Martech Optimization & Data Governance

Overview

This was an initiative to stabilize marketing operations by improving integrations between systems and cleaning up inconsistent CRM and marketing automation data. The goal was to ensure reliable routing, accurate reporting, and scalable automation by fixing structural issues rather than adding more workflows.

This project focused on data integrity, field governance, and integration reliability across the marketing stack.

Business Challenge

The marketing ecosystem had grown quickly, with multiple integrations, enrichment sources, and automation rules layered over time. This resulted in:

  • Duplicate records across CRM and marketing automation

  • Conflicting field values from different integrations

  • Leads routed incorrectly due to missing or overwritten data

  • Reporting inconsistencies between marketing dashboards and CRM pipeline

  • Automation workflows created to compensate for unreliable data

The core problem wasn’t tool capability — it was a lack of clear data ownership and integration governance.

Solution Approach

1. Audited Data Structure & Field Usage

I began by mapping how key lifecycle, routing, and segmentation fields were used across systems.

Actions included:

  • Identified duplicate or unused fields storing similar information

  • Reviewed picklist values for consistency and normalization

  • Tracked which integrations wrote to which fields

  • Flagged fields used in scoring, routing, or reporting logic

This created visibility into how data actually flowed through the stack.

2. Established Field Governance & Source-of-Truth Rules

Next, I defined clear ownership for critical data points.

Examples:

  • CRM designated as authoritative source for lifecycle stage and opportunity status

  • Marketing automation designated as owner of engagement scoring fields

  • Enrichment tools restricted to updating specific demographic fields only

  • Standardized allowed values for key segmentation fields

I also documented rules preventing integrations from overwriting manually verified or sales-owned data.

3. Cleaned Existing Records & Reduced Duplicates

To stabilize the system, I coordinated a cleanup effort:

  • Implemented deduplication rules and merge logic

  • Normalized inconsistent field values across records

  • Removed deprecated fields and updated dependent workflows

  • Updated forms and sync mappings to enforce new data standards

This ensured new automation logic would run on reliable inputs.

4. Stabilized Integrations & Automation Dependencies

Finally, I reviewed how integrations and workflows interacted.

Key improvements:

  • Corrected sync mappings causing data conflicts

  • Documented integration dependencies for routing and segmentation

  • Consolidated redundant workflows triggered by inconsistent fields

  • Added monitoring checks for critical integration failures

This reduced hidden system risks and improved transparency.

Results / Impact

  • Reduced duplicate records and conflicting data values

  • Improved accuracy of routing and lifecycle automation

  • Increased confidence in marketing-to-sales reporting alignment

  • Simplified automation logic by removing data-compensation workflows

  • Created a documented governance model supporting future stack growth

Key Takeaway

Reliable marketing automation depends on reliable data.
By clarifying field ownership, cleaning historical records, and stabilizing integrations, the marketing stack becomes easier to scale, easier to trust, and far less dependent on fragile workaround automation.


• [Instructions for the task]: Write out every entry, unchanged. Skip any picture.

Records from a collection of figures
((
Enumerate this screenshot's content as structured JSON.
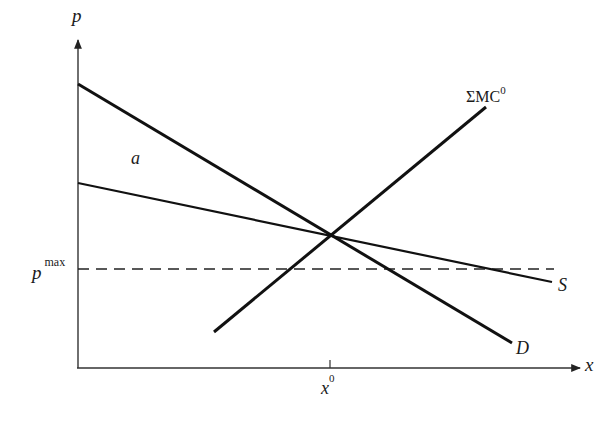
{
  "diagram": {
    "axes": {
      "y_label": "p",
      "x_label": "x"
    },
    "curves": {
      "demand": {
        "label": "D"
      },
      "supply": {
        "label": "S"
      },
      "marginal_cost": {
        "label_base": "ΣMC",
        "label_sup": "0"
      }
    },
    "price_ceiling": {
      "label_base": "p",
      "label_sup": "max"
    },
    "equilibrium_quantity": {
      "label_base": "x",
      "label_sup": "0"
    },
    "region_label": "a",
    "colors": {
      "line": "#111111",
      "background": "#ffffff"
    }
  }
}
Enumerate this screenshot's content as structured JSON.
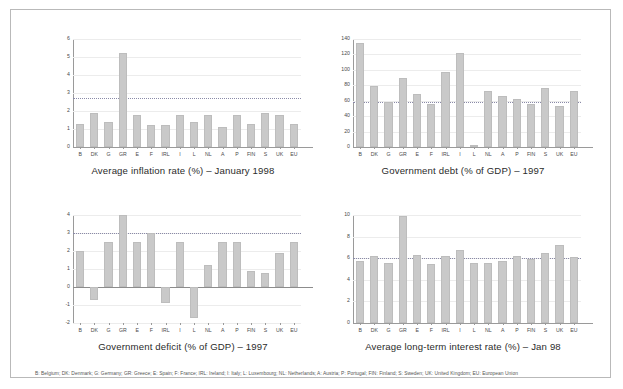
{
  "figure": {
    "background": "#ffffff",
    "border_color": "#b9b9b9",
    "bar_color": "#c9c9c9",
    "reference_line_color": "#8a8aa8",
    "footnote": "B: Belgium; DK: Denmark; G: Germany; GR: Greece; E: Spain; F: France; IRL: Ireland; I: Italy; L: Luxembourg; NL: Netherlands; A: Austria; P: Portugal; FIN: Finland; S: Sweden; UK: United Kingdom; EU: European Union"
  },
  "chart_data": [
    {
      "type": "bar",
      "title": "Average inflation rate (%) – January 1998",
      "xlabel": "",
      "ylabel": "",
      "ylim": [
        0,
        6
      ],
      "yticks": [
        0,
        1,
        2,
        3,
        4,
        5,
        6
      ],
      "ytick_labels": [
        "0",
        "1",
        "2",
        "3",
        "4",
        "5",
        "6"
      ],
      "grid": true,
      "legend": "none",
      "reference_line": 2.7,
      "categories": [
        "B",
        "DK",
        "G",
        "GR",
        "E",
        "F",
        "IRL",
        "I",
        "L",
        "NL",
        "A",
        "P",
        "FIN",
        "S",
        "UK",
        "EU"
      ],
      "values": [
        1.3,
        1.9,
        1.4,
        5.2,
        1.8,
        1.2,
        1.2,
        1.8,
        1.4,
        1.8,
        1.1,
        1.8,
        1.3,
        1.9,
        1.8,
        1.3
      ]
    },
    {
      "type": "bar",
      "title": "Government debt (% of GDP) – 1997",
      "xlabel": "",
      "ylabel": "",
      "ylim": [
        0,
        140
      ],
      "yticks": [
        0,
        20,
        40,
        60,
        80,
        100,
        120,
        140
      ],
      "ytick_labels": [
        "0",
        "20",
        "40",
        "60",
        "80",
        "100",
        "120",
        "140"
      ],
      "grid": true,
      "legend": "none",
      "reference_line": 58,
      "categories": [
        "B",
        "DK",
        "G",
        "GR",
        "E",
        "F",
        "IRL",
        "I",
        "L",
        "NL",
        "A",
        "P",
        "FIN",
        "S",
        "UK",
        "EU"
      ],
      "values": [
        135,
        79,
        58,
        89,
        69,
        56,
        97,
        122,
        2,
        72,
        66,
        62,
        56,
        77,
        53,
        72
      ]
    },
    {
      "type": "bar",
      "title": "Government deficit (% of GDP) – 1997",
      "xlabel": "",
      "ylabel": "",
      "ylim": [
        -2,
        4
      ],
      "yticks": [
        -2,
        -1,
        0,
        1,
        2,
        3,
        4
      ],
      "ytick_labels": [
        "-2",
        "-1",
        "0",
        "1",
        "2",
        "3",
        "4"
      ],
      "grid": true,
      "legend": "none",
      "reference_line": 3.0,
      "categories": [
        "B",
        "DK",
        "G",
        "GR",
        "E",
        "F",
        "IRL",
        "I",
        "L",
        "NL",
        "A",
        "P",
        "FIN",
        "S",
        "UK",
        "EU"
      ],
      "values": [
        2.0,
        -0.7,
        2.5,
        4.0,
        2.5,
        3.0,
        -0.9,
        2.5,
        -1.7,
        1.2,
        2.5,
        2.5,
        0.9,
        0.8,
        1.9,
        2.5
      ]
    },
    {
      "type": "bar",
      "title": "Average long-term interest rate (%) – Jan 98",
      "xlabel": "",
      "ylabel": "",
      "ylim": [
        0,
        10
      ],
      "yticks": [
        0,
        2,
        4,
        6,
        8,
        10
      ],
      "ytick_labels": [
        "0",
        "2",
        "4",
        "6",
        "8",
        "10"
      ],
      "grid": true,
      "legend": "none",
      "reference_line": 6.0,
      "categories": [
        "B",
        "DK",
        "G",
        "GR",
        "E",
        "F",
        "IRL",
        "I",
        "L",
        "NL",
        "A",
        "P",
        "FIN",
        "S",
        "UK",
        "EU"
      ],
      "values": [
        5.7,
        6.2,
        5.6,
        9.9,
        6.3,
        5.5,
        6.2,
        6.8,
        5.6,
        5.6,
        5.7,
        6.2,
        5.9,
        6.5,
        7.2,
        6.1
      ]
    }
  ]
}
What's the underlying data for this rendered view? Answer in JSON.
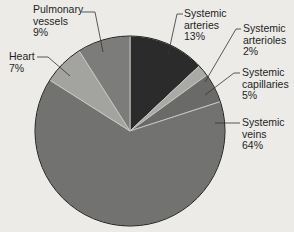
{
  "chart_data": {
    "type": "pie",
    "title": "",
    "start_angle_deg": 0,
    "direction": "clockwise",
    "slices": [
      {
        "name": "Systemic arteries",
        "line1": "Systemic",
        "line2": "arteries",
        "value": 13,
        "pct_label": "13%",
        "color": "#2b2b2b"
      },
      {
        "name": "Systemic arterioles",
        "line1": "Systemic",
        "line2": "arterioles",
        "value": 2,
        "pct_label": "2%",
        "color": "#a9a9a6"
      },
      {
        "name": "Systemic capillaries",
        "line1": "Systemic",
        "line2": "capillaries",
        "value": 5,
        "pct_label": "5%",
        "color": "#6a6a68"
      },
      {
        "name": "Systemic veins",
        "line1": "Systemic",
        "line2": "veins",
        "value": 64,
        "pct_label": "64%",
        "color": "#727270"
      },
      {
        "name": "Heart",
        "line1": "Heart",
        "line2": "",
        "value": 7,
        "pct_label": "7%",
        "color": "#a3a3a0"
      },
      {
        "name": "Pulmonary vessels",
        "line1": "Pulmonary",
        "line2": "vessels",
        "value": 9,
        "pct_label": "9%",
        "color": "#7c7c7a"
      }
    ],
    "categories": [
      "Systemic arteries",
      "Systemic arterioles",
      "Systemic capillaries",
      "Systemic veins",
      "Heart",
      "Pulmonary vessels"
    ],
    "values": [
      13,
      2,
      5,
      64,
      7,
      9
    ],
    "legend": "none (leader-line labels)"
  }
}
))
• [Written solution]:
Enumerate this screenshot's content as structured JSON.
{
  "diagram": {
    "axes": {
      "y_label": "p",
      "x_label": "x"
    },
    "curves": {
      "demand": {
        "label": "D"
      },
      "supply": {
        "label": "S"
      },
      "marginal_cost": {
        "label_base": "ΣMC",
        "label_sup": "0"
      }
    },
    "price_ceiling": {
      "label_base": "p",
      "label_sup": "max"
    },
    "equilibrium_quantity": {
      "label_base": "x",
      "label_sup": "0"
    },
    "region_label": "a",
    "colors": {
      "line": "#111111",
      "background": "#ffffff"
    }
  }
}
Enumerate this screenshot's content as structured JSON.
{
  "figure": {
    "background": "#ffffff",
    "border_color": "#b9b9b9",
    "bar_color": "#c9c9c9",
    "reference_line_color": "#8a8aa8",
    "footnote": "B: Belgium; DK: Denmark; G: Germany; GR: Greece; E: Spain; F: France; IRL: Ireland; I: Italy; L: Luxembourg; NL: Netherlands; A: Austria; P: Portugal; FIN: Finland; S: Sweden; UK: United Kingdom; EU: European Union"
  },
  "chart_data": [
    {
      "type": "bar",
      "title": "Average inflation rate (%) – January 1998",
      "xlabel": "",
      "ylabel": "",
      "ylim": [
        0,
        6
      ],
      "yticks": [
        0,
        1,
        2,
        3,
        4,
        5,
        6
      ],
      "ytick_labels": [
        "0",
        "1",
        "2",
        "3",
        "4",
        "5",
        "6"
      ],
      "grid": true,
      "legend": "none",
      "reference_line": 2.7,
      "categories": [
        "B",
        "DK",
        "G",
        "GR",
        "E",
        "F",
        "IRL",
        "I",
        "L",
        "NL",
        "A",
        "P",
        "FIN",
        "S",
        "UK",
        "EU"
      ],
      "values": [
        1.3,
        1.9,
        1.4,
        5.2,
        1.8,
        1.2,
        1.2,
        1.8,
        1.4,
        1.8,
        1.1,
        1.8,
        1.3,
        1.9,
        1.8,
        1.3
      ]
    },
    {
      "type": "bar",
      "title": "Government debt (% of GDP) – 1997",
      "xlabel": "",
      "ylabel": "",
      "ylim": [
        0,
        140
      ],
      "yticks": [
        0,
        20,
        40,
        60,
        80,
        100,
        120,
        140
      ],
      "ytick_labels": [
        "0",
        "20",
        "40",
        "60",
        "80",
        "100",
        "120",
        "140"
      ],
      "grid": true,
      "legend": "none",
      "reference_line": 58,
      "categories": [
        "B",
        "DK",
        "G",
        "GR",
        "E",
        "F",
        "IRL",
        "I",
        "L",
        "NL",
        "A",
        "P",
        "FIN",
        "S",
        "UK",
        "EU"
      ],
      "values": [
        135,
        79,
        58,
        89,
        69,
        56,
        97,
        122,
        2,
        72,
        66,
        62,
        56,
        77,
        53,
        72
      ]
    },
    {
      "type": "bar",
      "title": "Government deficit (% of GDP) – 1997",
      "xlabel": "",
      "ylabel": "",
      "ylim": [
        -2,
        4
      ],
      "yticks": [
        -2,
        -1,
        0,
        1,
        2,
        3,
        4
      ],
      "ytick_labels": [
        "-2",
        "-1",
        "0",
        "1",
        "2",
        "3",
        "4"
      ],
      "grid": true,
      "legend": "none",
      "reference_line": 3.0,
      "categories": [
        "B",
        "DK",
        "G",
        "GR",
        "E",
        "F",
        "IRL",
        "I",
        "L",
        "NL",
        "A",
        "P",
        "FIN",
        "S",
        "UK",
        "EU"
      ],
      "values": [
        2.0,
        -0.7,
        2.5,
        4.0,
        2.5,
        3.0,
        -0.9,
        2.5,
        -1.7,
        1.2,
        2.5,
        2.5,
        0.9,
        0.8,
        1.9,
        2.5
      ]
    },
    {
      "type": "bar",
      "title": "Average long-term interest rate (%) – Jan 98",
      "xlabel": "",
      "ylabel": "",
      "ylim": [
        0,
        10
      ],
      "yticks": [
        0,
        2,
        4,
        6,
        8,
        10
      ],
      "ytick_labels": [
        "0",
        "2",
        "4",
        "6",
        "8",
        "10"
      ],
      "grid": true,
      "legend": "none",
      "reference_line": 6.0,
      "categories": [
        "B",
        "DK",
        "G",
        "GR",
        "E",
        "F",
        "IRL",
        "I",
        "L",
        "NL",
        "A",
        "P",
        "FIN",
        "S",
        "UK",
        "EU"
      ],
      "values": [
        5.7,
        6.2,
        5.6,
        9.9,
        6.3,
        5.5,
        6.2,
        6.8,
        5.6,
        5.6,
        5.7,
        6.2,
        5.9,
        6.5,
        7.2,
        6.1
      ]
    }
  ]
}
What's the underlying data for this rendered view? Answer in JSON.
{
  "chart_data": {
    "type": "pie",
    "title": "",
    "start_angle_deg": 0,
    "direction": "clockwise",
    "slices": [
      {
        "name": "Systemic arteries",
        "line1": "Systemic",
        "line2": "arteries",
        "value": 13,
        "pct_label": "13%",
        "color": "#2b2b2b"
      },
      {
        "name": "Systemic arterioles",
        "line1": "Systemic",
        "line2": "arterioles",
        "value": 2,
        "pct_label": "2%",
        "color": "#a9a9a6"
      },
      {
        "name": "Systemic capillaries",
        "line1": "Systemic",
        "line2": "capillaries",
        "value": 5,
        "pct_label": "5%",
        "color": "#6a6a68"
      },
      {
        "name": "Systemic veins",
        "line1": "Systemic",
        "line2": "veins",
        "value": 64,
        "pct_label": "64%",
        "color": "#727270"
      },
      {
        "name": "Heart",
        "line1": "Heart",
        "line2": "",
        "value": 7,
        "pct_label": "7%",
        "color": "#a3a3a0"
      },
      {
        "name": "Pulmonary vessels",
        "line1": "Pulmonary",
        "line2": "vessels",
        "value": 9,
        "pct_label": "9%",
        "color": "#7c7c7a"
      }
    ],
    "categories": [
      "Systemic arteries",
      "Systemic arterioles",
      "Systemic capillaries",
      "Systemic veins",
      "Heart",
      "Pulmonary vessels"
    ],
    "values": [
      13,
      2,
      5,
      64,
      7,
      9
    ],
    "legend": "none (leader-line labels)"
  }
}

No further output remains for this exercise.